Rosenthal, writing in the New York Times, points out that Kennedy, who lacks medical or scientific training, has funded new research into the already disproven link between MMR vaccines and autism. “Vaccines have been miraculous in preventing terrible diseases from polio to tetanus to measles. Numerous studies have shown they do not cause autism. That is accepted by the scientific community,” Rosenthal emphasized. Yet, public skepticism has grown, fueled by poor government communication, the proliferation of online misinformation, and the ballooning number of recommended vaccines—rising from 11 doses in 1986 to as many as 54 by age 18 today.

Complicating matters further, the Department of Health and Human Services announced on August 18, 2025, that it would wind down 22 mRNA vaccine development projects under the Biomedical Advanced Research and Development Authority (BARDA), halting nearly $500 million in investments.

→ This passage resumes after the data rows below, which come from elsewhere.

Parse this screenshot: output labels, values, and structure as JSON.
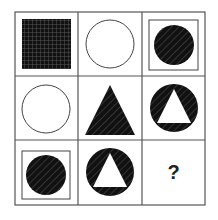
{
  "puzzle": {
    "type": "3x3 figure matrix",
    "missing_label": "?",
    "cells": [
      {
        "row": 1,
        "col": 1,
        "content": "grid-filled square"
      },
      {
        "row": 1,
        "col": 2,
        "content": "empty circle"
      },
      {
        "row": 1,
        "col": 3,
        "content": "hatched circle inside square frame"
      },
      {
        "row": 2,
        "col": 1,
        "content": "empty circle"
      },
      {
        "row": 2,
        "col": 2,
        "content": "hatched triangle"
      },
      {
        "row": 2,
        "col": 3,
        "content": "hatched circle with white triangle"
      },
      {
        "row": 3,
        "col": 1,
        "content": "hatched circle inside square frame"
      },
      {
        "row": 3,
        "col": 2,
        "content": "hatched circle with white triangle"
      },
      {
        "row": 3,
        "col": 3,
        "content": "?"
      }
    ]
  }
}
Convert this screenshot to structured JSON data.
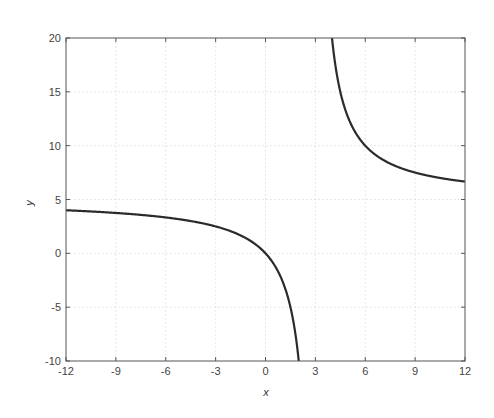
{
  "chart_data": {
    "type": "line",
    "title": "",
    "xlabel": "x",
    "ylabel": "y",
    "xlim": [
      -12,
      12
    ],
    "ylim": [
      -10,
      20
    ],
    "xticks": [
      -12,
      -9,
      -6,
      -3,
      0,
      3,
      6,
      9,
      12
    ],
    "yticks": [
      -10,
      -5,
      0,
      5,
      10,
      15,
      20
    ],
    "xtick_labels": [
      "-12",
      "-9",
      "-6",
      "-3",
      "0",
      "3",
      "6",
      "9",
      "12"
    ],
    "ytick_labels": [
      "-10",
      "-5",
      "0",
      "5",
      "10",
      "15",
      "20"
    ],
    "grid": true,
    "legend": null,
    "function": "y = 5 + 15/(x - 3)",
    "series": [
      {
        "name": "left branch",
        "color": "#2b2b2b",
        "x": [
          -12,
          -11,
          -10,
          -9,
          -8,
          -7,
          -6,
          -5,
          -4,
          -3,
          -2,
          -1,
          -0.5,
          0,
          0.5,
          1,
          1.25,
          1.5,
          1.75,
          2
        ],
        "y": [
          4.0,
          3.93,
          3.85,
          3.75,
          3.64,
          3.5,
          3.33,
          3.13,
          2.86,
          2.5,
          2.0,
          1.25,
          0.71,
          0.0,
          -1.0,
          -2.5,
          -3.57,
          -5.0,
          -7.0,
          -10.0
        ]
      },
      {
        "name": "right branch",
        "color": "#2b2b2b",
        "x": [
          4,
          4.25,
          4.5,
          4.75,
          5,
          5.5,
          6,
          6.5,
          7,
          8,
          9,
          10,
          11,
          12
        ],
        "y": [
          20.0,
          17.0,
          15.0,
          13.57,
          12.5,
          11.0,
          10.0,
          9.29,
          8.75,
          8.0,
          7.5,
          7.14,
          6.88,
          6.67
        ]
      }
    ]
  }
}
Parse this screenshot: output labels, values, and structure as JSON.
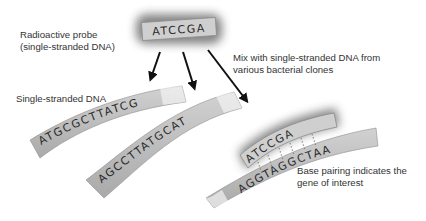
{
  "labels": {
    "probe_line1": "Radioactive probe",
    "probe_line2": "(single-stranded DNA)",
    "mix_line1": "Mix with single-stranded DNA from",
    "mix_line2": "various bacterial clones",
    "ss_dna": "Single-stranded DNA",
    "pairing_line1": "Base pairing indicates the",
    "pairing_line2": "gene of interest"
  },
  "probe": {
    "sequence": "ATCCGA"
  },
  "strands": [
    {
      "sequence": "ATGCGCTTATCG"
    },
    {
      "sequence": "AGCCTTATGCAT"
    },
    {
      "sequence": "AGGTAGGCTAA"
    }
  ],
  "bound_probe": {
    "sequence": "ATCCGA"
  },
  "colors": {
    "strand_fill": "#b9b9b9",
    "strand_highlight": "#d6d6d6",
    "probe_glow": "#8a8a8a",
    "arrow": "#111111",
    "text": "#333333"
  }
}
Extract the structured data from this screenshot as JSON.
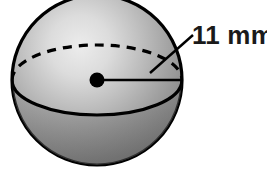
{
  "figure": {
    "type": "geometry-diagram",
    "background_color": "#ffffff",
    "outline_color": "#000000",
    "shading": {
      "style": "radial-gradient",
      "highlight_color": "#e8e8e8",
      "mid_color": "#a8a8a8",
      "shadow_color": "#6e6e6e",
      "edge_color": "#5a5a5a"
    },
    "sphere": {
      "center_x": 97,
      "center_y": 80,
      "radius_px": 85,
      "clipped_edge": "top"
    },
    "equator": {
      "back_arc_style": "dashed",
      "front_arc_style": "solid",
      "dash_pattern": "9 7"
    },
    "center_point": {
      "name": "center-dot",
      "x": 97,
      "y": 80,
      "radius_px": 7,
      "color": "#000000"
    },
    "radius_line": {
      "name": "radius-line",
      "from_x": 97,
      "from_y": 80,
      "to_x": 182,
      "to_y": 80,
      "color": "#000000"
    },
    "leader_line": {
      "name": "leader-line",
      "from_x": 150,
      "from_y": 73,
      "to_x": 192,
      "to_y": 36,
      "color": "#000000"
    },
    "dimension_label": {
      "value": "11",
      "unit": "mm",
      "text": "11 mm",
      "x": 192,
      "y": 44,
      "color": "#1a1a1a"
    }
  }
}
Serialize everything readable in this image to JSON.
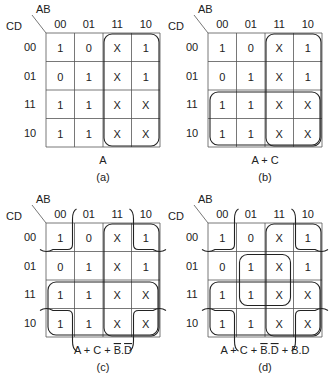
{
  "maps": [
    {
      "id": "a",
      "origin": [
        46,
        33
      ],
      "row_var": "CD",
      "col_var": "AB",
      "col_labels": [
        "00",
        "01",
        "11",
        "10"
      ],
      "row_labels": [
        "00",
        "01",
        "11",
        "10"
      ],
      "cells": [
        [
          "1",
          "0",
          "X",
          "1"
        ],
        [
          "0",
          "1",
          "X",
          "1"
        ],
        [
          "1",
          "1",
          "X",
          "X"
        ],
        [
          "1",
          "1",
          "X",
          "X"
        ]
      ],
      "expression": "A",
      "caption": "(a)",
      "groups": [
        "A"
      ]
    },
    {
      "id": "b",
      "origin": [
        208,
        33
      ],
      "row_var": "CD",
      "col_var": "AB",
      "col_labels": [
        "00",
        "01",
        "11",
        "10"
      ],
      "row_labels": [
        "00",
        "01",
        "11",
        "10"
      ],
      "cells": [
        [
          "1",
          "0",
          "X",
          "1"
        ],
        [
          "0",
          "1",
          "X",
          "1"
        ],
        [
          "1",
          "1",
          "X",
          "X"
        ],
        [
          "1",
          "1",
          "X",
          "X"
        ]
      ],
      "expression": "A + C",
      "caption": "(b)",
      "groups": [
        "A",
        "C"
      ]
    },
    {
      "id": "c",
      "origin": [
        46,
        223
      ],
      "row_var": "CD",
      "col_var": "AB",
      "col_labels": [
        "00",
        "01",
        "11",
        "10"
      ],
      "row_labels": [
        "00",
        "01",
        "11",
        "10"
      ],
      "cells": [
        [
          "1",
          "0",
          "X",
          "1"
        ],
        [
          "0",
          "1",
          "X",
          "1"
        ],
        [
          "1",
          "1",
          "X",
          "X"
        ],
        [
          "1",
          "1",
          "X",
          "X"
        ]
      ],
      "expression_parts": [
        "A + C + ",
        "B",
        ".",
        "D"
      ],
      "expression": "A + C + B̄.D̄",
      "caption": "(c)",
      "groups": [
        "A",
        "C",
        "B'.D'"
      ]
    },
    {
      "id": "d",
      "origin": [
        208,
        223
      ],
      "row_var": "CD",
      "col_var": "AB",
      "col_labels": [
        "00",
        "01",
        "11",
        "10"
      ],
      "row_labels": [
        "00",
        "01",
        "11",
        "10"
      ],
      "cells": [
        [
          "1",
          "0",
          "X",
          "1"
        ],
        [
          "0",
          "1",
          "X",
          "1"
        ],
        [
          "1",
          "1",
          "X",
          "X"
        ],
        [
          "1",
          "1",
          "X",
          "X"
        ]
      ],
      "expression_parts": [
        "A + C + ",
        "B",
        ".",
        "D",
        " + B.D"
      ],
      "expression": "A + C + B̄.D̄ + B.D",
      "caption": "(d)",
      "groups": [
        "A",
        "C",
        "B'.D'",
        "B.D"
      ]
    }
  ]
}
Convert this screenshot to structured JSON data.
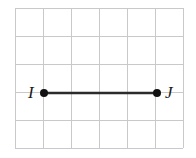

Rick Bright, former BARDA director, wrote in the New York Times that this decision “undercuts one of the most significant medical advances in decades.” The mRNA platform, which enabled the rapid development of COVID-19 vaccines, is now being tested for personalized cancer vaccines, autoimmune therapies, and treatments for rare diseases. “The answer to limitations is improvement, not abandonment,” Bright asserted, warning that abandoning mRNA technology would forfeit a strategic public health and national security advantage.

The consequences of these policy shifts extend beyond childhood vaccines. Confusion now clouds adult vaccination as well, particularly regarding COVID-19 boosters and the relatively new maternal RSV vaccine. David Hackney, a fetal medicine physician in Cleveland, told Axios, “It’s a little bit tricky since the COVID [shot] was taken off of the immunization schedule for the CDC. You always just have a lot of baseline vaccination hesitancy and we’ve always relied on alignment with our federal institutions.”

Political narratives have only deepened the divide. During the Trump administration, skepticism about COVID-19 vaccines was stoked by conservative media and reframed as a question of personal liberty. “Suddenly, the anti-vax crowd was not a small fringe of liberal parents, but a much larger group of conservative stalwarts who believed that being forced to vaccinate their kids to enter school violated their individual rights,” Rosenthal observed. Even as Operation Warp Speed accelerated the development of COVID-19 vaccines, doubts about the new mRNA technology and the necessity of the shots persisted.

Most parents, thankfully, still vaccinate their children on time. “Most parents believe in vaccination and get their kids fully vaccinated on time,” Besser told Axios. But the overall high rates can mask alarming regional drop-offs, where the risk of outbreaks is greatest. Meanwhile, flu vaccination rates among adults remain low—between 36% and 54% in the 2024-25 season—often due to skepticism about effectiveness. “I got the flu vaccine, and I still got the flu” is a common refrain, as noted by vaccine acceptance researcher Rupali Limaye at Johns Hopkins University.

Experts warn that the erosion of trust in vaccines could have deadly consequences—not just for children, but for society at large. As Rosenthal wrote, “Alternative facts have formed what David Scales, a physician and sociologist at Weill Cornell Medical College who studies misinformation, calls ‘an unhealthy information system.’ It is an alternative scientific universe in which too many Americans live. And some die.”

With biological threats evolving and new viruses emerging, the United States now stands at a crossroads. The decision to recalibrate—or abandon—critical vaccine programs will shape not only the health of its own citizens, but its ability to respond to the next global emergency. The stakes, as this school year’s outbreaks have made painfully clear, could not be higher.